Salvadorans, by and large, seem relatively content with the past five years of the Funes presidency.  Ineligible for reelection, Funes significantly expanded social welfare in El Salvador — he abolished health care fees, introduced new literacy programs, provided food and clothing for schoolchildren, granted title to disputed land, introduced monthly stipends and job training for poor Salvadorans.  He also introduced anti-discrimination legislation for women, indigenous communities and sexual minorities.  Funes controversially (and secretly) negotiated a truce in 2012 between El Salvador’s two fiercest gangs, Mara Salvatrucha and Barrio 18, which led to a fragile peace between the two gangs and an appreciably lower homicide rate.  He also moved El Salvador closer to the socialist countries that comprise the Venezuela-led Alianza Bolivariana (ALBA, Bolivarian Alliance), opening new opportunities for Salvadoran business, while retaining traditionally strong ties with the United States.

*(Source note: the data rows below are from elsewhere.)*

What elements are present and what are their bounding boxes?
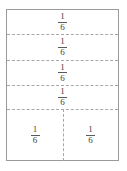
fraction-denominator: 6: [58, 48, 67, 58]
fraction-label: 1 6: [58, 12, 67, 32]
fraction-label: 1 6: [58, 63, 67, 83]
fraction-denominator: 6: [86, 136, 95, 146]
cell-row3: 1 6: [7, 60, 118, 85]
fraction-numerator: 1: [58, 12, 67, 22]
fraction-denominator: 6: [58, 98, 67, 108]
cell-row4: 1 6: [7, 85, 118, 109]
fraction-label: 1 6: [58, 37, 67, 57]
fraction-label: 1 6: [58, 87, 67, 107]
fraction-label: 1 6: [86, 125, 95, 145]
fraction-numerator: 1: [58, 63, 67, 73]
fraction-numerator: 1: [31, 125, 40, 135]
fraction-label: 1 6: [31, 125, 40, 145]
cell-row5-right: 1 6: [63, 109, 118, 161]
fraction-denominator: 6: [58, 73, 67, 83]
model-rectangle: 1 6 1 6 1 6 1 6: [6, 9, 119, 161]
cell-row1: 1 6: [7, 10, 118, 34]
fraction-numerator: 1: [58, 87, 67, 97]
fraction-numerator: 1: [58, 37, 67, 47]
cell-row5-left: 1 6: [7, 109, 63, 161]
fraction-denominator: 6: [58, 23, 67, 33]
fraction-numerator: 1: [86, 125, 95, 135]
cell-row2: 1 6: [7, 34, 118, 60]
fraction-area-model-figure: 1 6 1 6 1 6 1 6: [0, 0, 127, 171]
fraction-denominator: 6: [31, 136, 40, 146]
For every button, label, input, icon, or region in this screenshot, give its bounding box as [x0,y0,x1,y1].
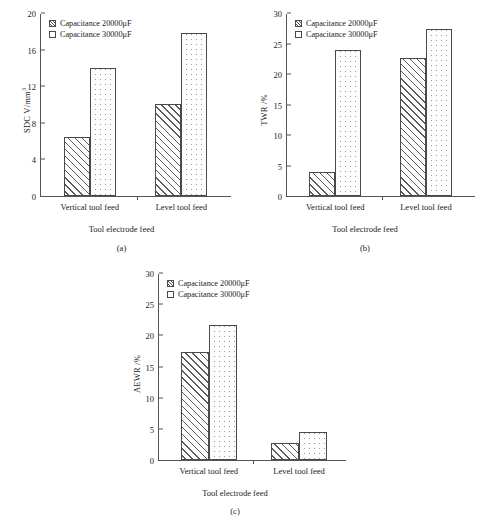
y-axis-label-a: SDC V/mm3 [21,88,32,133]
dotted-swatch-icon [49,31,56,38]
y-tick-mark [287,104,291,105]
y-tick-b-15: 15 [274,96,288,114]
y-tick-a-0: 0 [32,187,41,205]
hatched-swatch-icon [295,20,302,27]
y-tick-b-5: 5 [278,157,287,175]
legend-item-c-1: Capacitance 30000μF [167,290,249,299]
y-tick-c-0: 0 [150,451,159,469]
x-category-label-c-0: Vertical tool feed [180,466,239,476]
y-tick-a-16: 16 [28,41,42,59]
chart-panel-c: Capacitance 20000μFCapacitance 30000μF 0… [110,262,360,519]
bars-layer-c [159,274,346,460]
legend-item-label: Capacitance 30000μF [306,30,377,39]
panel-caption-a: (a) [0,243,243,253]
y-tick-b-30: 30 [274,4,288,22]
bar-c-0-0 [181,352,209,460]
bar-b-1-1 [426,29,452,196]
hatched-swatch-icon [167,280,174,287]
y-tick-label: 20 [28,10,42,19]
y-tick-label: 25 [274,41,288,50]
bar-b-0-0 [309,172,335,196]
y-tick-b-10: 10 [274,126,288,144]
y-tick-label: 10 [274,132,288,141]
y-tick-mark [41,49,45,50]
y-tick-label: 10 [146,395,160,404]
bar-a-1-0 [155,104,181,196]
y-tick-label: 30 [274,10,288,19]
y-tick-c-25: 25 [146,295,160,313]
legend-c: Capacitance 20000μFCapacitance 30000μF [167,279,249,299]
y-tick-mark [159,397,163,398]
y-tick-label: 5 [150,426,159,435]
y-tick-label: 8 [32,120,41,129]
y-tick-mark [159,273,163,274]
bars-layer-a [41,14,231,196]
legend-item-c-0: Capacitance 20000μF [167,279,249,288]
y-tick-b-0: 0 [278,187,287,205]
y-tick-mark [159,304,163,305]
y-axis-label-b: TWR /% [259,94,269,126]
y-label-exponent: 3 [21,88,27,91]
bars-layer-b [287,14,475,196]
x-axis-label-a: Tool electrode feed [0,224,243,234]
legend-item-label: Capacitance 20000μF [60,19,131,28]
x-category-label-a-1: Level tool feed [156,202,207,212]
y-tick-c-20: 20 [146,326,160,344]
legend-item-b-1: Capacitance 30000μF [295,30,377,39]
plot-area-b: Capacitance 20000μFCapacitance 30000μF 0… [286,14,475,197]
x-tick-mark-b [382,196,383,200]
plot-area-a: Capacitance 20000μFCapacitance 30000μF 0… [40,14,231,197]
legend-item-label: Capacitance 20000μF [306,19,377,28]
y-tick-mark [287,74,291,75]
x-category-label-c-1: Level tool feed [273,466,324,476]
y-tick-mark [287,43,291,44]
y-tick-mark [287,165,291,166]
panel-caption-b: (b) [243,243,487,253]
y-axis-label-c: AEWR /% [132,355,142,393]
legend-b: Capacitance 20000μFCapacitance 30000μF [295,19,377,39]
y-tick-mark [159,335,163,336]
legend-item-b-0: Capacitance 20000μF [295,19,377,28]
chart-panel-b: Capacitance 20000μFCapacitance 30000μF 0… [243,0,487,258]
y-tick-label: 20 [274,71,288,80]
x-tick-mark-c [253,460,254,464]
bar-a-0-1 [90,68,116,196]
y-tick-mark [159,366,163,367]
legend-item-label: Capacitance 30000μF [60,30,131,39]
y-tick-label: 0 [32,193,41,202]
y-tick-mark [41,159,45,160]
bar-b-1-0 [400,58,426,196]
x-tick-mark-a [137,196,138,200]
chart-panel-a: Capacitance 20000μFCapacitance 30000μF 0… [0,0,243,258]
bar-c-0-1 [209,325,237,460]
legend-a: Capacitance 20000μFCapacitance 30000μF [49,19,131,39]
x-category-label-a-0: Vertical tool feed [60,202,119,212]
bar-a-1-1 [181,33,207,196]
legend-item-a-1: Capacitance 30000μF [49,30,131,39]
y-tick-c-5: 5 [150,420,159,438]
x-category-label-b-0: Vertical tool feed [306,202,365,212]
y-tick-mark [287,135,291,136]
y-tick-label: 25 [146,301,160,310]
y-tick-c-10: 10 [146,389,160,407]
dotted-swatch-icon [167,291,174,298]
y-tick-a-8: 8 [32,114,41,132]
x-axis-label-c: Tool electrode feed [110,488,360,498]
y-tick-label: 0 [278,193,287,202]
x-category-label-b-1: Level tool feed [400,202,451,212]
legend-item-label: Capacitance 30000μF [178,290,249,299]
panel-caption-c: (c) [110,506,360,516]
y-tick-label: 16 [28,47,42,56]
bar-a-0-0 [64,137,90,196]
x-axis-label-b: Tool electrode feed [243,224,487,234]
legend-item-a-0: Capacitance 20000μF [49,19,131,28]
plot-area-c: Capacitance 20000μFCapacitance 30000μF 0… [158,274,346,461]
y-tick-mark [287,13,291,14]
y-tick-c-30: 30 [146,264,160,282]
y-tick-c-15: 15 [146,358,160,376]
y-tick-label: 4 [32,156,41,165]
bar-c-1-0 [271,443,299,460]
dotted-swatch-icon [295,31,302,38]
figure-page: { "figure": { "panels": [ { "caption": "… [0,0,487,519]
legend-item-label: Capacitance 20000μF [178,279,249,288]
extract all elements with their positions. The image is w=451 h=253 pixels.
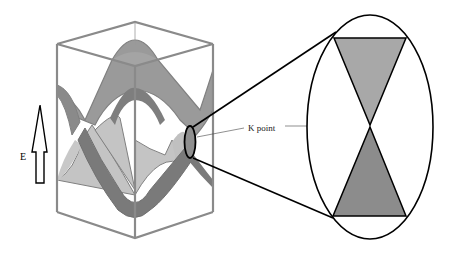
k-point-marker: [185, 126, 196, 158]
energy-axis-label: E: [20, 151, 26, 162]
k-point-leader-left: [197, 128, 244, 137]
band-structure-diagram: E K point: [0, 0, 451, 253]
k-point-label: K point: [248, 123, 276, 133]
energy-arrow-icon: [32, 105, 47, 183]
dirac-cone-magnified: [307, 15, 433, 239]
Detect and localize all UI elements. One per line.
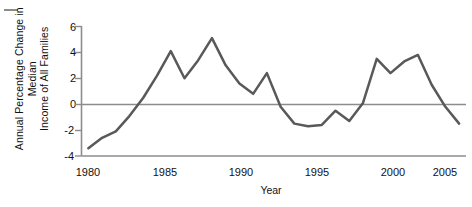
chart-figure: Annual Percentage Change in Median Incom… <box>0 0 472 207</box>
data-series-line <box>88 38 459 148</box>
y-tick-marks <box>75 27 82 157</box>
axes-group <box>75 26 466 156</box>
plot-area <box>0 0 472 207</box>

Funes occupied the business-friendly lulista left without falling far into the more radical chavista left, and that’s what Salvadoran voters will now expect of Sánchez Cerén, if he prevails.  If Sánchez Cerén has any kind of mandate in such a narrow victory, it’s that voters expect him to keep El Salvador on the same center-left path as the Funes administration.  Any attempt to introduce the kind of socialist expropriation or nationalization efforts that we’ve seen in countries like Venezuela would be controversial.  Attempts to eliminate the presidential term limit, in the same manner as Nicaraguan president Daniel Ortega (or as former Honduran president Manuel Zelaya attempted in 2009), would be controversial.  Attempts to move El Salvador closer to ALBA and Venezuela, or away from the United States (the destination of 45.8% of Salvadoran exports and the source of remittances that comprise 28.2% of Salvadoran GDP) would be controversial.

There’s also the question of fraud.  Reports of shady deals between the FMLN and Salvadoran street gangs to round up voters may or may not be credible, but the allegations should be taken seriously, though it’s important to keep in mind that ARENA isn’t immune to charges of impropriety in its time in power either.  But with such a narrow lead, it would compromise Sánchez Cerén’s presidency (and the largely positive legacy of the Funes administration) if there’s significant doubt about the legitimacy of the vote.